Introduction
Waypoint is a spec-driven development framework. You author a project's intent as a graph of small, schema-validated documents called artifacts, and Waypoint then mechanically and semantically proves that those artifacts are mutually coherent and that the code conforms to them. Instead of one giant prompt and a wall of generated code you have to trust on vibes, you get a dependency graph of deliverables where every node has a contract and every edge has a validator.
A declarative, provider-agnostic, schema-driven framework for defining, validating, executing, and redelivering project deliverables in a workflow DAG.
The problem it solves
AI coding tools are great at getting you started and fall short before they follow through. The first 80% — scaffolding, a working demo, a plausible-looking feature — is easy. The hard part, the part LLMs reliably drop, is keeping the whole project coherent as it evolves. Unstructured output accrues architectural debt and turns into vibe-coded spaghetti that doesn't scale, and re-prompting the entire codebase on every change burns tokens rebuilding the world.
Waypoint attacks this from a different angle. Because intent lives in a structured graph rather than in prose and generated source, Waypoint always knows the blast radius of a change: edit one artifact, and it can tell you exactly which downstream artifacts and which slices of code are now in question — and re-validate only those.
Waypoint is additive, not substitutive. You keep your existing setup — Cursor, Claude Code, Copilot — and add Waypoint on top. It doesn't proxy your LLM or host your IDE; it gives the tools you already use a checkable definition of "correct." See Integrations.
The core pieces at a glance
Artifacts
Artifacts are the structured documents that capture every project deliverable — a persona, a requirement, a bounded context, a feature, a flow. They're pure data validated against a JSON Schema: no logic, just the contract for each kind of deliverable. They start from a single human-authored idea seed and fan out from there. Read Artifacts & the DAG for the full type catalog.
The workflow DAG (metagraph)
The artifact types, the dependency edges between them, and the validation rules over those edges are declared together in a metagraph — a declarative graph embedded in the CLI. The dependency edges encode generation order (you author intent top-down, each level a function of the levels above it), and the validation rules are coherence constraints that guard each edge. One workflow describes one domain; the software workflow currently defines dozens of artifact types across five sections — Discovery, Requirements, Architecture, Interface, and Features. See The Workflow.
waypoint validate and the proof certificate
Running waypoint validate checks that every artifact passes schema validation, that every cross-reference resolves, and that the artifact set is coherent per the embedded rules. Crucially, it doesn't just return a pass/fail — it emits a proof certificate (waypoint.proof.json) that records why the verdict holds: which inputs were examined, which rules applied, and what kind of evidence each conclusion rests on. That certificate is the thing that makes a verdict trustworthy rather than opaque. See Validation.
Who it's for
Waypoint is for builders who want more than vibe coding — solo developers and teams who want their AI tokens spent on writing clean code that scales, not on mopping up spaghetti. It's especially valuable if you run AI agents for long stretches: the proof certificate gives an agent an external, machine-checkable answer key to anchor against, so it can run longer and more confidently without a human watching every step. That argument is the subject of Why Waypoint.
Next steps
- Why Waypoint — the motivation: why epistemic validation unlocks longer, more confident unsupervised agentic coding.
- Getting Started — install Waypoint, sign in, authenticate the CLI, and create your first project.
- Concepts — the mechanism in depth: artifacts and the DAG, validation, and the workflow.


● **TASK BRIEF**
Lines that include the string "Procedures" are the ones to copy from the entries below.

● **SUPPLIED ENTRIES**
=== Begin Enclosure ===
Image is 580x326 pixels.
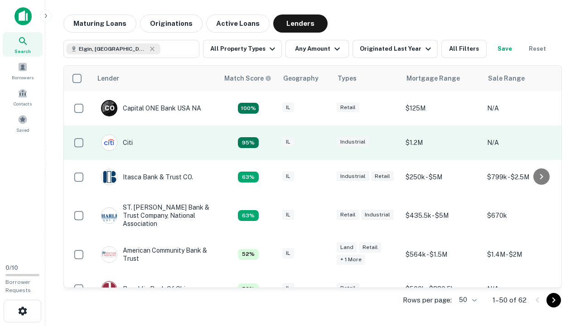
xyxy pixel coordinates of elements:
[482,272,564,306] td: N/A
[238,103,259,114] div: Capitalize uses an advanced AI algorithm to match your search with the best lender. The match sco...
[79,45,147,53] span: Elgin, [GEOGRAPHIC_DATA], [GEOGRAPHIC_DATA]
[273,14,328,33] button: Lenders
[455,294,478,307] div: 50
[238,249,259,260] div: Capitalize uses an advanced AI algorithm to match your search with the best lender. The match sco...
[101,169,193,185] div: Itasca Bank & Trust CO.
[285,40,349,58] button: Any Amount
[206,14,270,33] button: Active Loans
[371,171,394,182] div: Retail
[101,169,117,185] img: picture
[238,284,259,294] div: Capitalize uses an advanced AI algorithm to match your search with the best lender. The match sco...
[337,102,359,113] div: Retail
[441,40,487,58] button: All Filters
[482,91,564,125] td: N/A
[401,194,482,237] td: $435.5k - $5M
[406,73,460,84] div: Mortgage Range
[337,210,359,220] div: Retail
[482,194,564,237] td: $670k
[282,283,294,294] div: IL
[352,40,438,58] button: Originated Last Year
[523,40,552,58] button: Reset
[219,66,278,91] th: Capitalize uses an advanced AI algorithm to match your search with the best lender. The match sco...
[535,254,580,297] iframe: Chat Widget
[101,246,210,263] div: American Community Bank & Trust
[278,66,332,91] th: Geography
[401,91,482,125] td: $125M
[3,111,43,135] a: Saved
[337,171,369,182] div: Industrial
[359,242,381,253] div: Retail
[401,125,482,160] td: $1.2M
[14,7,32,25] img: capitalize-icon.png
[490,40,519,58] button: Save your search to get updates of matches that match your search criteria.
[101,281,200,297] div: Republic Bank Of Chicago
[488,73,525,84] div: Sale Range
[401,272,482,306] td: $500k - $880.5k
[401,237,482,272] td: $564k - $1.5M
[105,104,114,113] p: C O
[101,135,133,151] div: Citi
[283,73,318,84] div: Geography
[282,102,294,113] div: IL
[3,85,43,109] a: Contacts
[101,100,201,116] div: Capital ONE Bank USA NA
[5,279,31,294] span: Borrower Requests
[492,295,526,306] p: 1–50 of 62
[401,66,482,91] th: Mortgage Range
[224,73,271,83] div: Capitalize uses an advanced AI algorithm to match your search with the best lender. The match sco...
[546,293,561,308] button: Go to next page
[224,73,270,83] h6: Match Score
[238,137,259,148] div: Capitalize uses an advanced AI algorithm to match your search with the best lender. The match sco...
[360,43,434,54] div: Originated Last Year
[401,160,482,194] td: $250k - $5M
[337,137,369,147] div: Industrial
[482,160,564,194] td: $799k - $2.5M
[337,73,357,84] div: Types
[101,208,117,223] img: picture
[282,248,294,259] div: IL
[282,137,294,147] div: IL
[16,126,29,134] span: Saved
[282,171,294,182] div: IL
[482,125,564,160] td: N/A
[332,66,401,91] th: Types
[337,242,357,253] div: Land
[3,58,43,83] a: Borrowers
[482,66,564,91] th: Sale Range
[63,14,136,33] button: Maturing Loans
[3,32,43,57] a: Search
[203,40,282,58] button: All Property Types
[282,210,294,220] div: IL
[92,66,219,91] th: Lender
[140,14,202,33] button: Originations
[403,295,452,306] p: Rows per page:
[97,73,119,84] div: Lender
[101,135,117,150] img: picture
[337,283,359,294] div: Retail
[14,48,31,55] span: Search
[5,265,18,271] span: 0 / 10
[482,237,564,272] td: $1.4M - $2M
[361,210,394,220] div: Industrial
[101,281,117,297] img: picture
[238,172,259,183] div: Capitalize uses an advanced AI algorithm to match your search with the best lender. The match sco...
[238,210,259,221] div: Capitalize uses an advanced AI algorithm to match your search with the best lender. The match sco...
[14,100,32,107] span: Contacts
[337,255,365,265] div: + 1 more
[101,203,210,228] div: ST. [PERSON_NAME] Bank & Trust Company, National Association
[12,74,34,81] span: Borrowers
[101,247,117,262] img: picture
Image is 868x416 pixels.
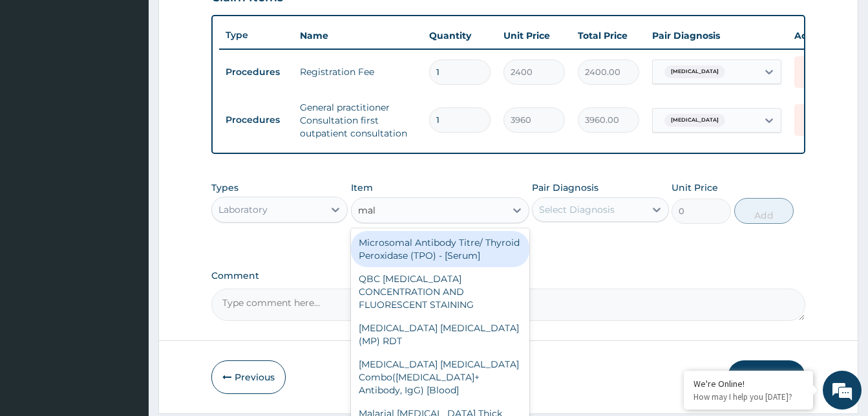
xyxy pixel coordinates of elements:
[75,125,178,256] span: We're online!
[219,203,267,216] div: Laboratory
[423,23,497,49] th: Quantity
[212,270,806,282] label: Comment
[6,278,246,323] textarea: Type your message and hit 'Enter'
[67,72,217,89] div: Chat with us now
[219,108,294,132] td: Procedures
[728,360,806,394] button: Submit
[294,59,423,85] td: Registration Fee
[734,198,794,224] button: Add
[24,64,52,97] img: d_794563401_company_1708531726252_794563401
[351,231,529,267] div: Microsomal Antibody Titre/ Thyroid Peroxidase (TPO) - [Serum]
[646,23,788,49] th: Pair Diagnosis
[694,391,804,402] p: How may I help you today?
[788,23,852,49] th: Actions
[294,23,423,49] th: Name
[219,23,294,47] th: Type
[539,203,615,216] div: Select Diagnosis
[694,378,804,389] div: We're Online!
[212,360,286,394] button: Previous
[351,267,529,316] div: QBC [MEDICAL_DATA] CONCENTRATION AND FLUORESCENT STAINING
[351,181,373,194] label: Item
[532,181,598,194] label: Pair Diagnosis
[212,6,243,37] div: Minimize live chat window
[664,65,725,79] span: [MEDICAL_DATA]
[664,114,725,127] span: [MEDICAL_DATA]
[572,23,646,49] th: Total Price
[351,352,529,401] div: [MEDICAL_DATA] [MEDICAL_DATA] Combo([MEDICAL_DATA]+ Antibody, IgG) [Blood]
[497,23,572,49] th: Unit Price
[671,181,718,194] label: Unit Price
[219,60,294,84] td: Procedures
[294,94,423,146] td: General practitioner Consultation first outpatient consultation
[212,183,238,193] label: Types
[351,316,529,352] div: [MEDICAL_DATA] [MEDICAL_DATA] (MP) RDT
=== End Enclosure ===
● **SOLUTION FOR THIS EXERCISE**
[219,108,294,132] td: Procedures
[219,60,294,84] td: Procedures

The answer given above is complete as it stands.